For almost 28 minutes on Saturday, the Harvard football team looked like it was about to turn in its first scoreless half of the season. With just over two minutes to play in the second quarter and the Crimson ready to start a drive from its own 12-yard line, two zeros sat idly on the scoreboard at Harvard Stadium. Only one had come close to changing earlier in the half—and only once—when a Penn field goal on the team’s second drive of the game bounced off the right post.
Not content to go into halftime tied, however, sophomore tailback Cheng Ho took a handoff right on the drive’s first play, cut back left, and raced 37 yards for the longest play of the game.
It was exactly the spark the Crimson needed, and six plays later, Harvard scored on a 20-yard touchdown pass.
Against a team coming off of a 7-0 shutout win against Princeton last week, the importance of the late drive and score in the Crimson’s eventual 23-7 win cannot be understated.
“I think they caught us a little bit out of position,” Quakers linebacker Joe Anastasio said. “That first run really sprung their drive, and they just took advantage.”
The momentum from the drive carried over into the second half, as Harvard scored twice in the third quarter before Penn could run two plays from scrimmage.
“Just putting in a score pretty easily at the end of the first half was just huge confidence-wise, and then coming back, we really wanted to establish the line of scrimmage in the second half,” senior quarterback Chris Pizzotti said. “On the first drive [of the second half], that’s what we did.”
WHO’S ON FIRST?
After scheming against Quakers running back Joe Sandberg—the Ivy League’s second-leading rusher entering the weekend—all week in practice, the Crimson defense seemed surprised to see Sandberg leave the field gingerly after carrying the ball on game’s first play. He’d return for another play later in the quarter, but he sat out the bulk of the game with a knee injury.

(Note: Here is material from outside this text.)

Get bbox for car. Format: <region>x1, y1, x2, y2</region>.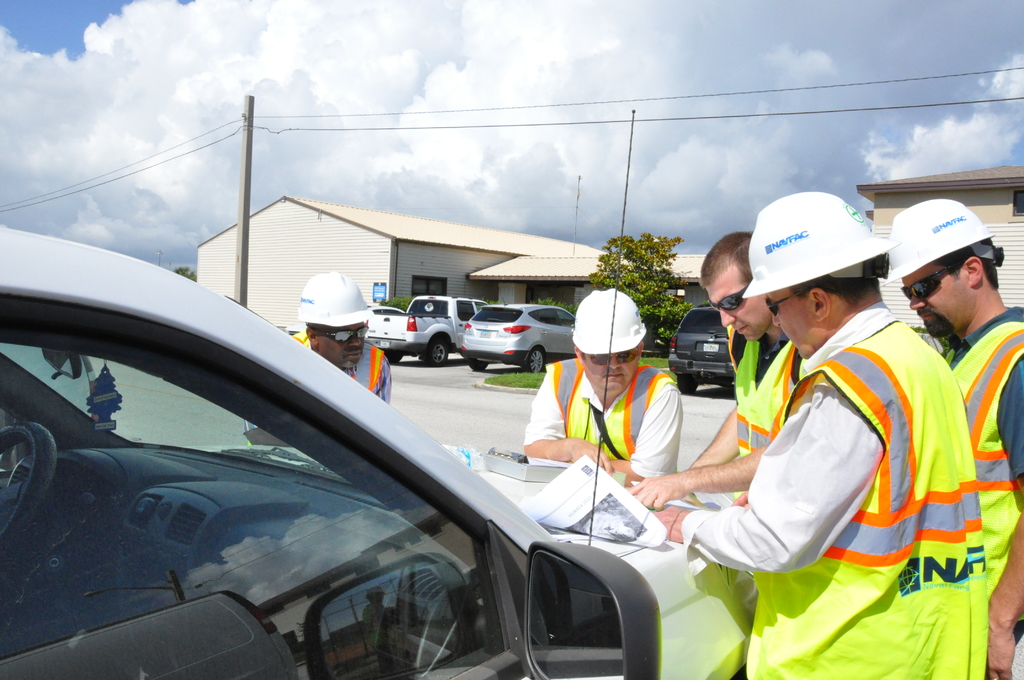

Sandberg’s injury paved the way for Penn freshman Michael DiMaggio, who gained 71 yards and a score on the afternoon. But the switch at tailback didn’t change the defensive philosophy for Harvard, which held Quakers rushers to an average of just 1.8 yards per carry.
“We just stuck to the scheme,” junior linebacker Matthew Thomas said.
The lack of experience at running back might have had a big effect on Penn’s passing game. The two Quakers quarterbacks combined to go 14-for-35 for just 125 yards and an interception.
“The toughest part for me was picking up blitzes today,” DiMaggio said. “Personally, that gave me some confusion. They just changed a lot of outside linebackers…It wasn’t as easy as I thought it would be.”
PENALTY-MATE
The Crimson strengthened its place as the most penalized team in the conference on Saturday, getting flagged 10 times for 95 yards.
If not for the penalties, Harvard might have pitched a shutout, as the team gave up just 71 offensive yards in the second half (compared to 73 penalty yards). The Crimson was whistled three times on Penn’s lone scoring drive, including a pass interference penalty in the endzone that was followed by a Quakers score two plays later.
“It was a strange game, a strange game in that regard,” Harvard head coach Tim Murphy said of the penalties. “We play a lot of very aggressive coverage, and I guess, if you play enough of that, you’re going to get those once in a while. We’ve seen our fair share.”
EXTRA POINTS
With the win, Harvard became the first team in Ivy League history to win at least seven games in seven straight seasons. This is the third season during that stretch in which the Crimson has gone undefeated at home…This was Harvard’s only home game all year in which a defensive back didn’t come away with at least two interceptions. Sophomore linebacker Conor Murphy caught the game’s only pick late in the fourth quarter…Penn is the first team that has failed to break 200 yards against the Crimson defense this year. The Quakers managed just 198 yards of offense, and just 17 in the fourth quarter…With his second-quarter touchdown, senior wideout Corey Mazza tied Carl Morris ’03 for first on the Crimson’s all-time touchdown receptions list with 28. Last year against Penn, Harvard great Clifton Dawson ’07 broke the league’s all-time rushing record.